Deep Dive
Some low level explainers and examples to improve understanding.
Last updated
Some low level explainers and examples to improve understanding.
Last updated
Storage gets really expensive when you have billions of transactions to store - just ask any miner.
The total cumulative size of all blockheaders is currently ~68MB. When comparing this to storing the whole blockchain, the advantage becomes obvious. The total size of the BSV blockchain at time of writing is over 10TB.
A block header is an 80 byte data structure which describes one block. As a hex string it looks like this:
Here's a breakdown of what all that means:
Field | Purpose | Size (Bytes) |
---|---|---|
Version | Defines the version of this encoding format | 4 |
Previous Block Hash | Hash of the previous block header | 32 |
Merkle Root | Hash encapsulating all transaction in the block | 32 |
Time | Timestamp of when this block was created | 4 |
Bits | Difficulty target used by miners | 4 |
Nonce | Random number iterated while mining | 4 |
0020372d395bfcfc03b467e747f873da7e4f4fd0afcc89301787b10a0000000000000000724ab3c241848b826766b46947e008e022b95877629498ec3e7dd85f1ae0b383f8f8826566280d184b11f02a
The Previous Block Hash allows us to link the chain of blocks together all the way back to Genesis.
You might ask how do I know that the block header is valid if I don't have all the transactions? The easy way to detect fake block headers is to hash it, and if it doesn't have a bunch of zeros at the end then it is not legitimate. Creating a block header which hashes to a low number requires a boatload of ASIC machines iterating the nonce and hashing until a low output is found. Expensive to fake.
In MacOS Terminal we can copy paste the following to double sha256 the data and output the hash.
The result of which is below. See the bunch of zeros on the end? Seems legitimate.
Let's attempt to fake the Merkle Root to show how difficult it would be to get away with.
Again let's copy paste that into Terminal so that we can check the double sha256 block hash.
The result makes the forgery obvious, no zeros at the end.
If we fake this one block header and use some ASIC machines to hash it a bunch until we eventually get a low hash value, then we would need to do the same for every block header thereafter since they're all chained together. This quickly becomes infeasible.
The Merkle Root is what we compare to the calculated value we get from our txid and Merkle Path. If it matches, then we have definitive proof that the transaction was indeed included within the block with that header.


ACTION ITEM >> Copy each line that includes the string "rate" from the material into your answer.

GIVEN RECORDS >>
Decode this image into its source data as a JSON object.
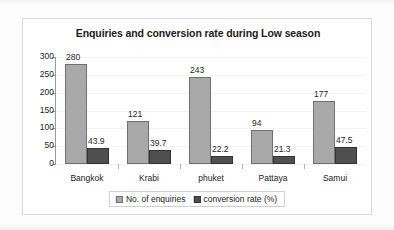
{
  "chart_data": {
    "type": "bar",
    "title": "Enquiries and conversion rate during Low season",
    "xlabel": "",
    "ylabel": "",
    "ylim": [
      0,
      300
    ],
    "yticks": [
      300,
      250,
      200,
      150,
      100,
      50,
      0
    ],
    "grid": false,
    "legend_position": "bottom",
    "categories": [
      "Bangkok",
      "Krabi",
      "phuket",
      "Pattaya",
      "Samui"
    ],
    "series": [
      {
        "name": "No. of enquiries",
        "color": "#a9a9a9",
        "values": [
          280,
          121,
          243,
          94,
          177
        ],
        "labels": [
          "280",
          "121",
          "243",
          "94",
          "177"
        ]
      },
      {
        "name": "conversion rate (%)",
        "color": "#4f4f4f",
        "values": [
          43.9,
          39.7,
          22.2,
          21.3,
          47.5
        ],
        "labels": [
          "43.9",
          "39.7",
          "22.2",
          "21.3",
          "47.5"
        ]
      }
    ]
  },
  "legend": {
    "entries": [
      {
        "label": "No. of enquiries"
      },
      {
        "label": "conversion rate (%)"
      }
    ]
  }
}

EXERCISE OUTPUT >>
    "title": "Enquiries and conversion rate during Low season",
        "name": "conversion rate (%)",
        "label": "conversion rate (%)"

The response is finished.